Biotechnology for Health (Biomedical Innovations)
Unit 4: Problem 4: Environmental HealthBI 4.1Biomedical Innovation: environmental health & toxicology

Relate dose to response

Read a dose-response pattern to predict how the size of an exposure changes the body's reaction, including buildup over time.

Builds on (2 levels back)inferred · med confidence
  • Reading values from a data table: Dose-response work means comparing rows of a table, so reading a value off a row is required first.
  • What a 'dose' is: A dose is the amount that reaches the body; understanding amount is needed before relating it to a reaction.

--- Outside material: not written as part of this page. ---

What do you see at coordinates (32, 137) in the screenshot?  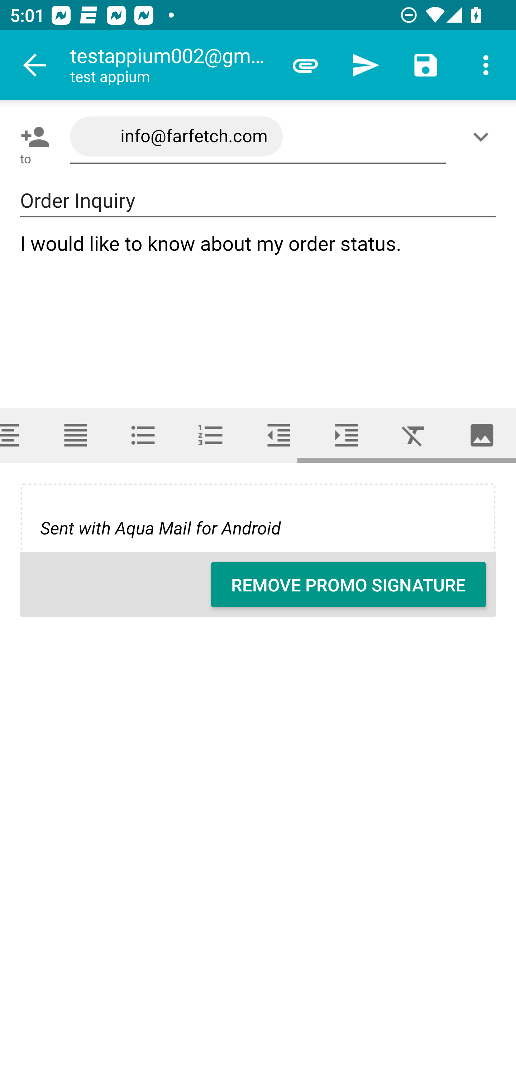 I see `Pick contact: To` at bounding box center [32, 137].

Prerequisites are inferred: pending teacher review.

Re-learn the skill with worked practice and clear examples.

In most dose-response relationships, a higher dose produces a stronger or more frequent response. With slowly-cleared toxins, repeated small doses can bioaccumulate: build up in tissue over time: until the effective dose is high.

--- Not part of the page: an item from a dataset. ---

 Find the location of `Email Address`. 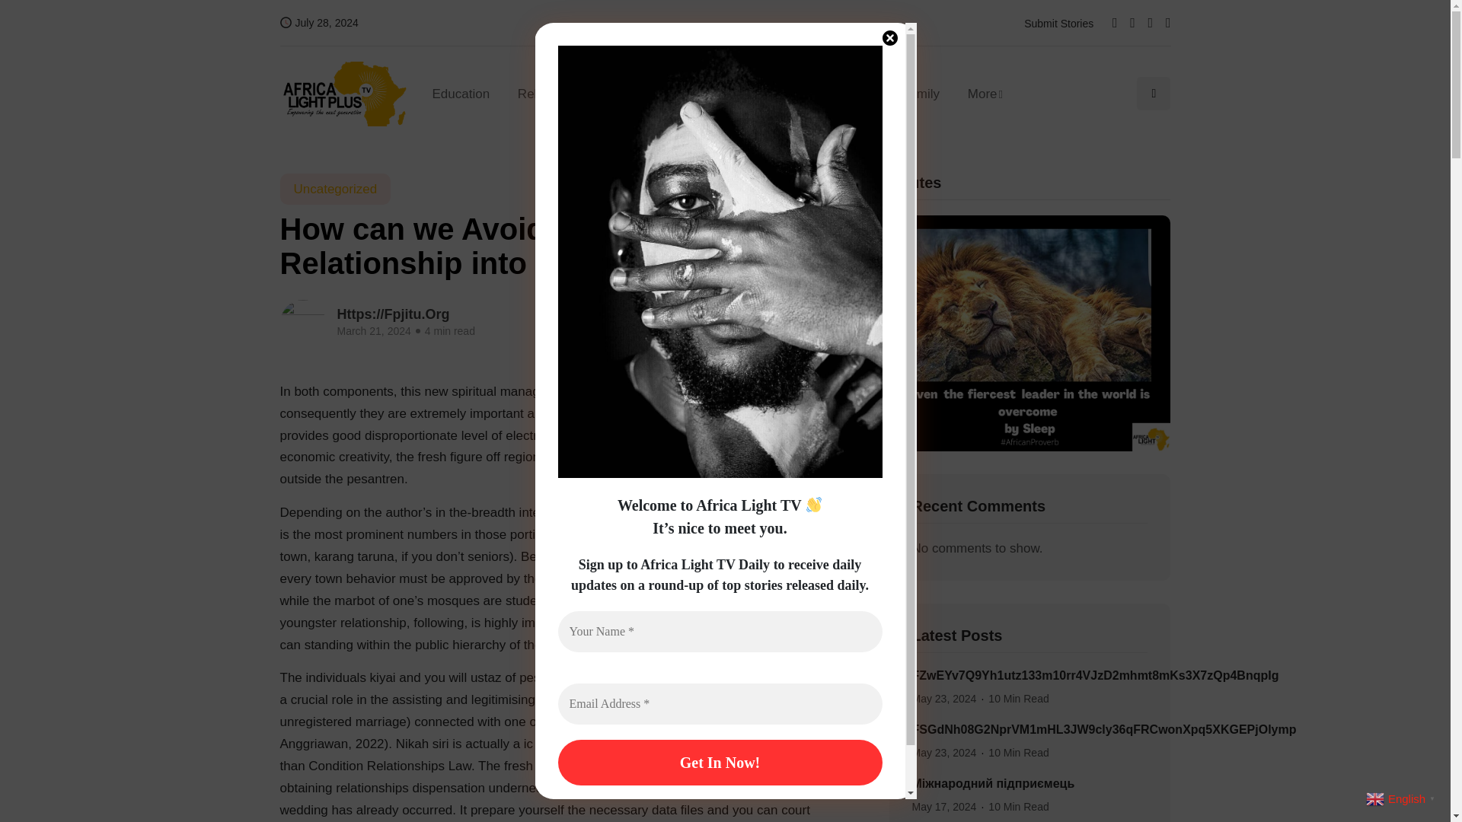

Step 1: State the basic rule
Generally, the more of a toxin that reaches the body (the higher the dose), the stronger or more frequent the response. Reading down a dose-response table, the response column usually rises as the dose column rises.
Step 2: Add the time factor
Some toxins, like mercury, leave the body very slowly. If a person keeps getting small doses faster than the body clears them, the amount stored in tissue grows. This buildup over time is called bioaccumulation.
Step 3: Combine dose and buildup
Because of bioaccumulation, even a low daily dose can eventually reach a high stored dose: and the response that goes with a high dose. This is why the test asks you to consider both the size of a dose and how often it repeats.
Practice

A study exposes fish to a metal at three doses and records the fraction showing tissue damage (see the table). Which statement best describes the dose-response pattern?

Reviewed
Dose (ppm)Fish with tissue damage
18%
530%
1055%
A table of metal dose in parts per million versus the fraction of fish with tissue damage: 1 ppm gives 8 percent, 5 ppm gives 30 percent, 10 ppm gives 55 percent.
  1. A.Higher doses lower the fraction of damaged fish
  2. B.Higher doses are linked to a larger fraction of damaged fish
  3. C.The dose has no effect on the response
  4. D.Only the lowest dose causes any damage
Show the worked solution ▾

Answer: B. Higher doses are linked to a larger fraction of damaged fish

  1. Step 1: Read the three rows: At 1 ppm, 8% are damaged; at 5 ppm, 30%; at 10 ppm, 55%.
  2. Step 2: Describe the trend: As the dose rises from 1 to 5 to 10 ppm, the damaged fraction rises from 8% to 30% to 55%: a stronger response at higher dose.

Why it's right: The damaged fraction climbs steadily with dose (8% → 30% → 55%), which is a higher dose producing a stronger response.

Why the others miss:
  • A: The fraction rises with dose, it does not fall.
  • C: The response clearly changes as dose changes, so dose does have an effect.
  • D: Damage occurs at every listed dose, not only the lowest.

Aligned to Toxicology: dose-response relationship · reading level ~grade 9

Where you'd see this
  • A toxicologist uses a dose-response curve to set a 'safe' exposure limit below the dose where responses start climbing.
Video library
Watch: Relate dose to response
AP Environmental Science 8.12 and 8.13 - LD50 and Dose Response Curves
Jordan Dischinger-Smedes · ~9 min
Guided notes

Fill these in as you work through the lesson.

Big idea: In a dose-response relationship, a larger or more repeated dose generally produces a stronger or more frequent response: and some toxins keep building up in the body's tissue over time, a process called bioaccumulation.
Key terms: write the meaning
  • Dose (how much reaches the body):  
  • Response (the body's reaction):  
  • Dose-response relationship (more in, bigger reaction):  
  • Bioaccumulation (builds up in tissue over time):  
The rule

As the   goes up, the   usually gets stronger or more frequent; if the toxin is removed slowly, repeated exposures cause it to   in the body's tissue.

Check yourself
  1. In a table where higher doses line up with more affected animals, what is the general dose-response pattern? 
  2. Why can a tiny daily dose of a slowly-cleared toxin still become dangerous after months? 
  3. If a dose doubles and the fraction of animals affected rises, is the response getting stronger or weaker? 
Work one example

A study exposes groups of fish to a metal at 1, 5, and 10 parts per million and records what fraction show damage. Describe the dose-response pattern you would expect, and explain how bioaccumulation could make even the low dose risky over a long time.